“Stand up! What do you mean by speaking to me sitting down?” cried Erebus in her most imperative tone.

The keeper stood up with uncommon quickness and a sudden sheepish air: “’E was poachin’,” he said sulkily.

“He was not! A little boy like that!” cried Erebus scornfully.

“Anyways, ’e was aidin’ an’ abettin’, an’ I’ve brought ’im to Mr. D’Arcy Rosynimer an’ it’s for ’im to say,” said the keeper stubbornly.

There came a faint click from the beautiful lips of Erebus, the gentle click by which the Twins called each other to attention. At the sound Wiggins, his face faintly flushed with hope, braced himself. Erebus measured the distance with the eye of an expert, just as there came into the farther end of the hall that large, flabby, pudding-faced young Pomeranian Briton, Mr. D’Arcy Rosenheimer.

“Where’s the boacher?” he roared in an eager, angry voice, reverting in his emotion to the ancestral “b.”

As the keeper turned to him Erebus sprang to the door and threw it wide.

“Bolt, Wiggins!” she cried.

Wiggins bolted for the door; the keeper grabbed at him and missed; the footman grabbed, and grabbed the interposing Erebus. She slammed the door behind the vanished Wiggins.

Mr. D’Arcy Rosenheimer dashed heavily down the hall with a thick howl. Erebus set her back against the door. He caught her by the left arm to sling her out of the way. It was a silly arm to choose, for she caught him a slap on his truly Pomeranian expanse of cheek with the full swing of her right, a slap that rang through the great hall like the crack of a whip-lash. Mr. D’Arcy Rosenheimer was large but tender. He howled again, and thumped at Erebus with big flabby fists. She caught the first blow on an uncommonly acute elbow. The second never fell, for the footman caught him by the collar and swung him round.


_WORK ITEM:_
Could you restate the entries below word for word?

(Figure collection entries)
%%
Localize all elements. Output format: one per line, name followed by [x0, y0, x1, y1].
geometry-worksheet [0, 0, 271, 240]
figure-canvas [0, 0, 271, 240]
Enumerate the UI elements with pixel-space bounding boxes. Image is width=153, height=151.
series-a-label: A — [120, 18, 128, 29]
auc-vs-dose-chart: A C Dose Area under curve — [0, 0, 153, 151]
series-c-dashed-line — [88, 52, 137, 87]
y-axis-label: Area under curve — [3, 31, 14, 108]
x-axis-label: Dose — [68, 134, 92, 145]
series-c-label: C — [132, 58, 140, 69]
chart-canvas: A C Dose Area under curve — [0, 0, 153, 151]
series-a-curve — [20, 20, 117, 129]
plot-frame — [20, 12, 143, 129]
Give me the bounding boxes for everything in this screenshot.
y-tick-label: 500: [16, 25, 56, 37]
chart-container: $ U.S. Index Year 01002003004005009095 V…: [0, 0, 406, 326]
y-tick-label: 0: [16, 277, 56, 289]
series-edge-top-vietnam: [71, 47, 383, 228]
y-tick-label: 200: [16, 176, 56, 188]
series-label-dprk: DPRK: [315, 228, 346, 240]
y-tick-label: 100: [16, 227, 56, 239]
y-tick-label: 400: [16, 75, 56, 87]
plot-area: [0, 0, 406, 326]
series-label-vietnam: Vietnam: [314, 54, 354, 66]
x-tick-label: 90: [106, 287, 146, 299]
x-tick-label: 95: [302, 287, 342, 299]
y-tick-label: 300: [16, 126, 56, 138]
%%
_RESULT:_
Localize all elements. Output format: one per line, name followed by [x0, y0, x1, y1].
geometry-worksheet [0, 0, 271, 240]
figure-canvas [0, 0, 271, 240]
Enumerate the UI elements with pixel-space bounding boxes. Image is width=153, height=151.
series-a-label: A — [120, 18, 128, 29]
auc-vs-dose-chart: A C Dose Area under curve — [0, 0, 153, 151]
series-c-dashed-line — [88, 52, 137, 87]
y-axis-label: Area under curve — [3, 31, 14, 108]
x-axis-label: Dose — [68, 134, 92, 145]
series-c-label: C — [132, 58, 140, 69]
chart-canvas: A C Dose Area under curve — [0, 0, 153, 151]
series-a-curve — [20, 20, 117, 129]
plot-frame — [20, 12, 143, 129]
Give me the bounding boxes for everything in this screenshot.
y-tick-label: 500: [16, 25, 56, 37]
chart-container: $ U.S. Index Year 01002003004005009095 V…: [0, 0, 406, 326]
y-tick-label: 0: [16, 277, 56, 289]
series-edge-top-vietnam: [71, 47, 383, 228]
y-tick-label: 200: [16, 176, 56, 188]
series-label-dprk: DPRK: [315, 228, 346, 240]
y-tick-label: 100: [16, 227, 56, 239]
y-tick-label: 400: [16, 75, 56, 87]
plot-area: [0, 0, 406, 326]
series-label-vietnam: Vietnam: [314, 54, 354, 66]
x-tick-label: 90: [106, 287, 146, 299]
x-tick-label: 95: [302, 287, 342, 299]
y-tick-label: 300: [16, 126, 56, 138]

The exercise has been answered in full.